Is there anything an artist hates more than having to bring a cv up to date ? Or a bibliography? Especially when that artist has worked as long as I have and there is so much detailed, almost forgotten information to track down. But SKIRA, the Italian art publishers, are producing a monograph of my work later this year, and I have been a slave to my laptop for months.
Which I hope explains why this blog is so horribly late.
So it was some time ago … in fact, the end of July … when I headed over to the Stevenson for a performance by Buhlebezwe Siwani entitled Zem’inkomo Nongqawuse. Some years ago, Siwani received the calling to become a sangoma, underwent the training, and is now also pursuing her masters degree at Michaelis. Nongqawuse was the Xhosa prophetess whose prophecies led the Xhosa people to kill their cattle in 1856-57. Buhle’s performance on the ramp of the Stevenson interpreting that history combines these very different strands of her life.
The other artists on the show with Buhle were Penny Siopis and the vigorous Zimbabwean painter, Portia Zvavahera, with a series entitled I Can Feel it in my Eyes. Siopis was showing extraordinarlly moving small paintings reflecting grief, and a new video, Lay Bare Beside which wrestles with the problem of how to treat with respect the history of two skulls once used for medical illustration.
The Stevenson show opened on the same night as a project at blank projects … Christian Nerf and Josh Ginsberg had been collaborating on documenting ideas, systems, suggestions, passing notebook ideas and sketches back and forth … the emblematic and intriguing results were pinned up on the walls of blank, lit by projections.
Three weeks later at the Goodman, I meet Nigerian artist Adejoke Tugbiyele at her exhibition ‘Testimony’. Her constructions, performative videos and accomplished mixed media drawings on vellum reflect aspects of daily life for Nigerians, a life which is often made bearable only by the thought that there is a better place to live, somewhere else. The ‘somewhere elses’ appear as sketches and notes on the vellum, recording the artist’s life away from Lagos, imaging both the new city and fragments of the news from home.
Nandipha Mntambo is showing at the Stevenson on a new solo show entitled ‘Metamorphoses’.
In the front room, in a new video entitled The Island, the artist appears as a figure tracking a small herd of bison through a snowy landscape … one living creature in the presence of others … the curve of the backs of the bison is reflected in the hunched posture of the artist, and even in the form of The Solace, one of Mntambo’s skin pieces in the next gallery.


YOUR TASK:
When you answer, give every record back exactly as written.

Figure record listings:
=======

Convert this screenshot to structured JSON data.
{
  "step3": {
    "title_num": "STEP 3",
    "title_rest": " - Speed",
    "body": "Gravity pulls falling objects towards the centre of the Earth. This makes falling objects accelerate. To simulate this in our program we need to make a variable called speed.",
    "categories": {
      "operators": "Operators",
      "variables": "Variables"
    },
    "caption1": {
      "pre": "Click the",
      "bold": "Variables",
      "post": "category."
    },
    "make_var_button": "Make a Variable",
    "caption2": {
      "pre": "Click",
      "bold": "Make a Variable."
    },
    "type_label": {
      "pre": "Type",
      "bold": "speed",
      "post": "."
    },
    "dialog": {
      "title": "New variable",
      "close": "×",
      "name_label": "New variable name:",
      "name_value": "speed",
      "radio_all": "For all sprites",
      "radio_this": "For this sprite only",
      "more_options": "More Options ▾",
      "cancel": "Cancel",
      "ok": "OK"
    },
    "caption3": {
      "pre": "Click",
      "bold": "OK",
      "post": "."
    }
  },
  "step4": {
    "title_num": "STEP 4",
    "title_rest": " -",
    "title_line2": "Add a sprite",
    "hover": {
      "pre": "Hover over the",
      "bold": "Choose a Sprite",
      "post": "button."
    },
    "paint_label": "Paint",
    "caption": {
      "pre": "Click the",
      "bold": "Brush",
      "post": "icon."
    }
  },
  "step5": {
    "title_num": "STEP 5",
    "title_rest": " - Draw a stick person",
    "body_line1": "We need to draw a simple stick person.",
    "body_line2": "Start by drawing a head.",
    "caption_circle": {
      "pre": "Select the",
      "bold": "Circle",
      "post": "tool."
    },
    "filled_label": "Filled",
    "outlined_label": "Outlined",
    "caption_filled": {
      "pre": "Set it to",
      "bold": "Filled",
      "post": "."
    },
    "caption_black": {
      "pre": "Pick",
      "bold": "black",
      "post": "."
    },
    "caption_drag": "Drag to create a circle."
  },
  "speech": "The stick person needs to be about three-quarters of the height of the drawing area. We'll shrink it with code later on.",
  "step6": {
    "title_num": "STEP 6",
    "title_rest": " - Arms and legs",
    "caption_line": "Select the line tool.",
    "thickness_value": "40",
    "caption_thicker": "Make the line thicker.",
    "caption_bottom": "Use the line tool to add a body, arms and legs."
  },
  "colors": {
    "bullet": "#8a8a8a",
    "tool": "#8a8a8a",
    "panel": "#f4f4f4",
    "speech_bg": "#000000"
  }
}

=======

COMPLETED EXERCISE:
Convert this screenshot to structured JSON data.
{
  "step3": {
    "title_num": "STEP 3",
    "title_rest": " - Speed",
    "body": "Gravity pulls falling objects towards the centre of the Earth. This makes falling objects accelerate. To simulate this in our program we need to make a variable called speed.",
    "categories": {
      "operators": "Operators",
      "variables": "Variables"
    },
    "caption1": {
      "pre": "Click the",
      "bold": "Variables",
      "post": "category."
    },
    "make_var_button": "Make a Variable",
    "caption2": {
      "pre": "Click",
      "bold": "Make a Variable."
    },
    "type_label": {
      "pre": "Type",
      "bold": "speed",
      "post": "."
    },
    "dialog": {
      "title": "New variable",
      "close": "×",
      "name_label": "New variable name:",
      "name_value": "speed",
      "radio_all": "For all sprites",
      "radio_this": "For this sprite only",
      "more_options": "More Options ▾",
      "cancel": "Cancel",
      "ok": "OK"
    },
    "caption3": {
      "pre": "Click",
      "bold": "OK",
      "post": "."
    }
  },
  "step4": {
    "title_num": "STEP 4",
    "title_rest": " -",
    "title_line2": "Add a sprite",
    "hover": {
      "pre": "Hover over the",
      "bold": "Choose a Sprite",
      "post": "button."
    },
    "paint_label": "Paint",
    "caption": {
      "pre": "Click the",
      "bold": "Brush",
      "post": "icon."
    }
  },
  "step5": {
    "title_num": "STEP 5",
    "title_rest": " - Draw a stick person",
    "body_line1": "We need to draw a simple stick person.",
    "body_line2": "Start by drawing a head.",
    "caption_circle": {
      "pre": "Select the",
      "bold": "Circle",
      "post": "tool."
    },
    "filled_label": "Filled",
    "outlined_label": "Outlined",
    "caption_filled": {
      "pre": "Set it to",
      "bold": "Filled",
      "post": "."
    },
    "caption_black": {
      "pre": "Pick",
      "bold": "black",
      "post": "."
    },
    "caption_drag": "Drag to create a circle."
  },
  "speech": "The stick person needs to be about three-quarters of the height of the drawing area. We'll shrink it with code later on.",
  "step6": {
    "title_num": "STEP 6",
    "title_rest": " - Arms and legs",
    "caption_line": "Select the line tool.",
    "thickness_value": "40",
    "caption_thicker": "Make the line thicker.",
    "caption_bottom": "Use the line tool to add a body, arms and legs."
  },
  "colors": {
    "bullet": "#8a8a8a",
    "tool": "#8a8a8a",
    "panel": "#f4f4f4",
    "speech_bg": "#000000"
  }
}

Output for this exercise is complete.